Massieu was a leading member of the ‘reformist wing’, which for many ‘hard-liners’ within the PRI, such as Raul Salinas, can only be seen as a serious threat to their political and financial power base. Last March Luis Donaldo Colosio, the PRI’s hand-picked successor as presidential candidate and also a leading ‘reformist’, was gunned down by a so-called “lone mad gunman” a few days after he had given a speech urging the PRI to democratise itself.
Even though he recently went on hunger strike in order to protest his innocence, suspicion has fallen on Carlos Salinas himself - at the very least it appears that he has colluded in covering up the truth behind the Colosio killing.
It is abundantly clear that a revolutionary situation is developing in Mexico. The ruling class can no longer rule in the old way and the masses are beginning to refuse to be ruled in the old way. When members of the ruling class have to resort to assassination and thuggery to resolve their internal differences, then it is apparent that an extremely deep and organic crisis is gripping it.
Meanwhile, the Zapatista rebellion in Chiapas rumbles on, ominously for the ruling class.
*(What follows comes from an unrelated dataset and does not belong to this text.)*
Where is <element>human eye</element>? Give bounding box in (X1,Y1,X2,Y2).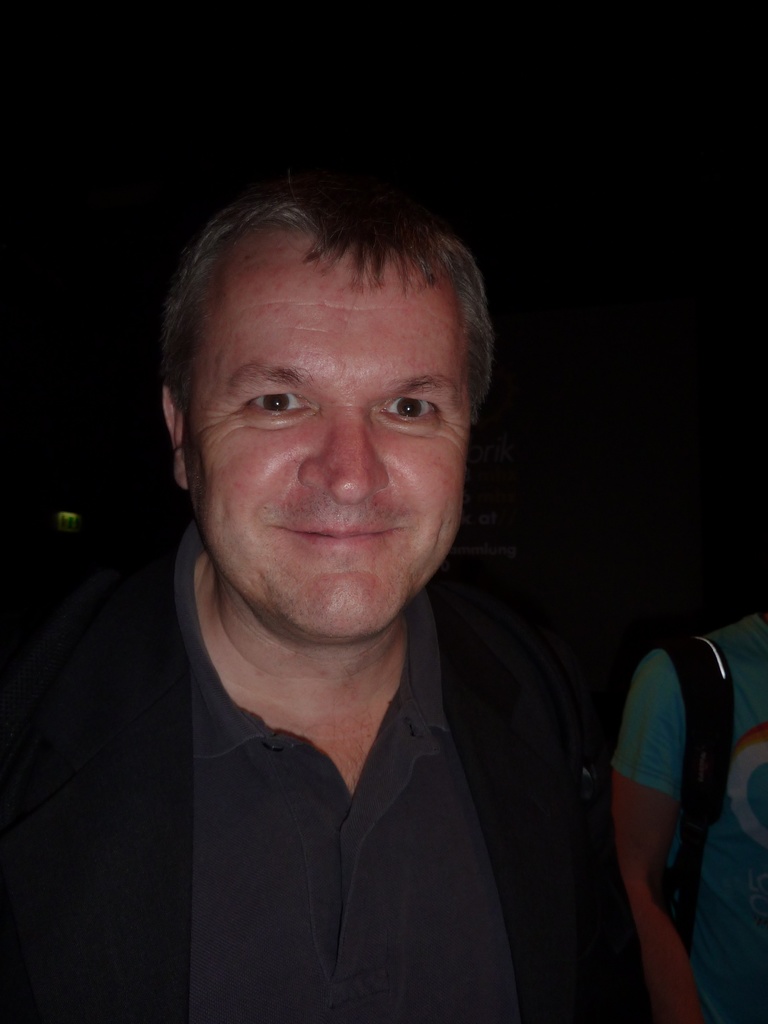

On Sunday the EZLN issued a statement firmly rejecting Zedillo’s ‘peace’ proposals, saying they were “humiliating, undignified, arrogant and unjust”, and that they were being set up for betrayal, if not elimination, by government forces. Remembering what happened to Emiliano Zapata and Pancho Villa, who were similarly tricked into attending government ‘peace’ talks, one cannot but help think that the EZLN made a wise decision.
The economic situation continues to deteriorate. For the past 65 years or more Mexico has been run on the basis of a rough and ready form of state capitalism, with government - or quasi-government - bodies controlling all aspects of the economy. That phase has now ended. Mexico has now formally handed over the reins of the economy to Washington.
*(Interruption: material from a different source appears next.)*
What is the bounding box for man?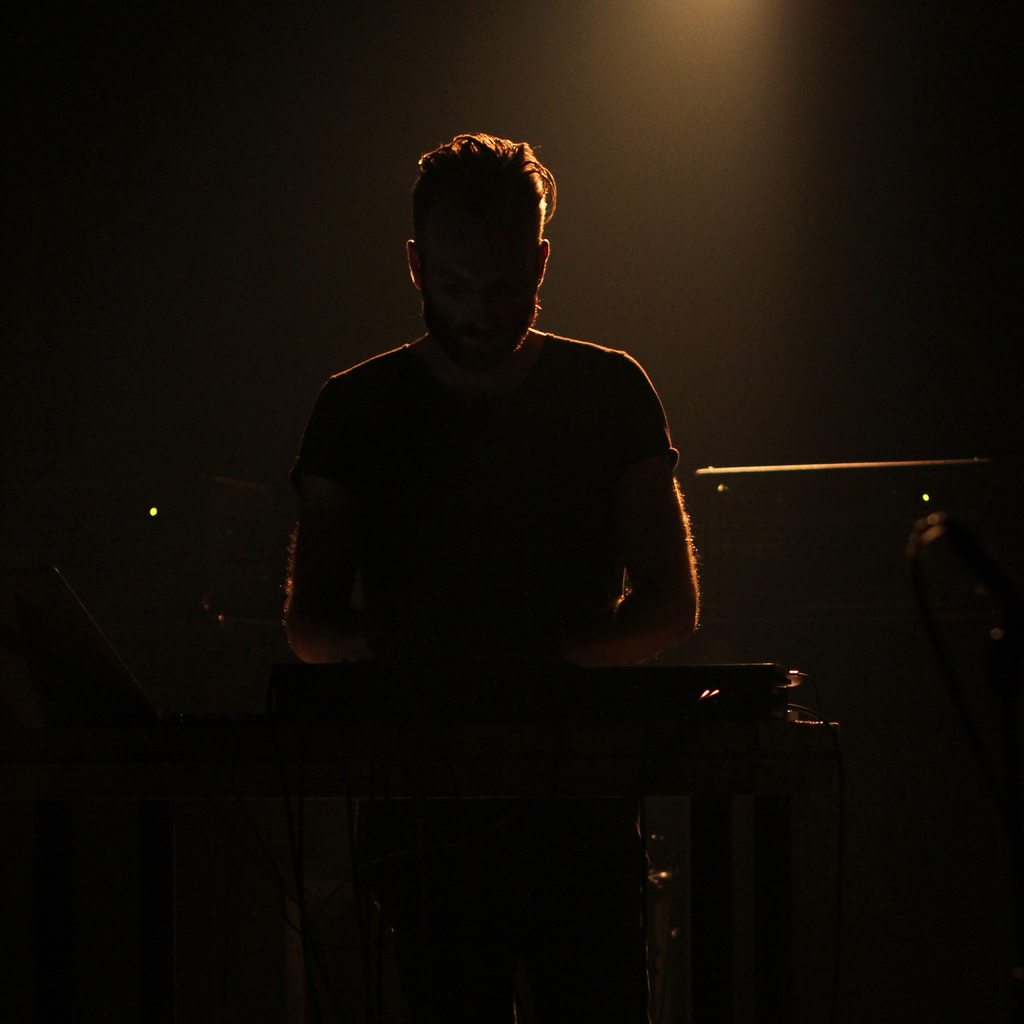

The US ‘rescue’ package is expected to include a four percent rise in wages, although public transport fares have increased by 100% and there has been a 56% overall fall in purchasing power since December. Forty-six percent of firms are expected to sack part of their workforce and 16% to close.
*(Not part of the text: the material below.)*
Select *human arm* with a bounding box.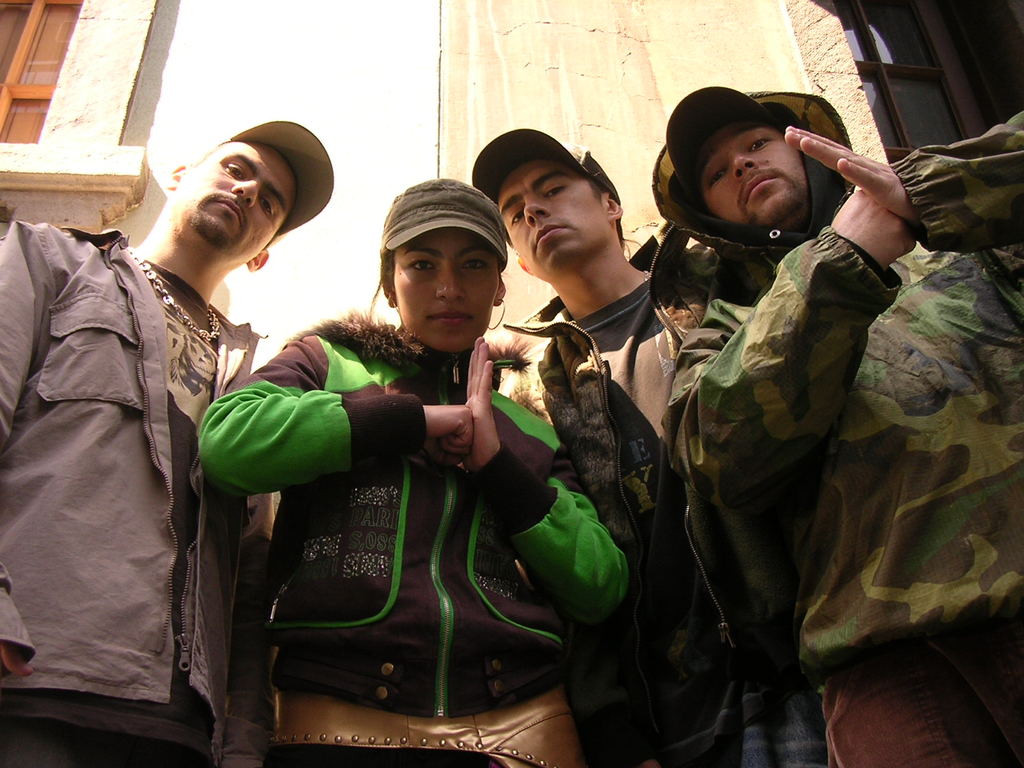
BBox(785, 124, 1023, 248).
Clearly, if Mexico was to ‘blow’ this would have immense ramifications within the US and upon the American working class. Mexico 1995 is not Mexico 1911 or 1919. It is not even Cuba 1959. Mexican (and Latino) labour is widespread throughout the US, its economy is deeply entrenched in Mexico. An explosion there would shake-up US society in a manner that is hard to predict.
Given the thoroughly aristocratic, non-working class, chauvinistic nature of US labour organisations, and the working class in general, it cannot be discounted that a Mexican revolution could shift American society even further to the right. Ultimately, though, revolutionaries thrive where there are crises, splits and polarisations in society.
We should recognise that a potentially enormous historical opportunity is opening up in Mexico. Despite the backward looking nationalism of the EZLN and the Maoist ruralism of the MRM, a revolutionary situation would see the masses sympathise with the Zapatistas, thus unleashing unquantifiable revolutionary forces.
As the crisis inevitably hits the US economy, the working class throughout North America must be won to act as a class for itself. Such a revolutionary wave could not be held within the borders of North America.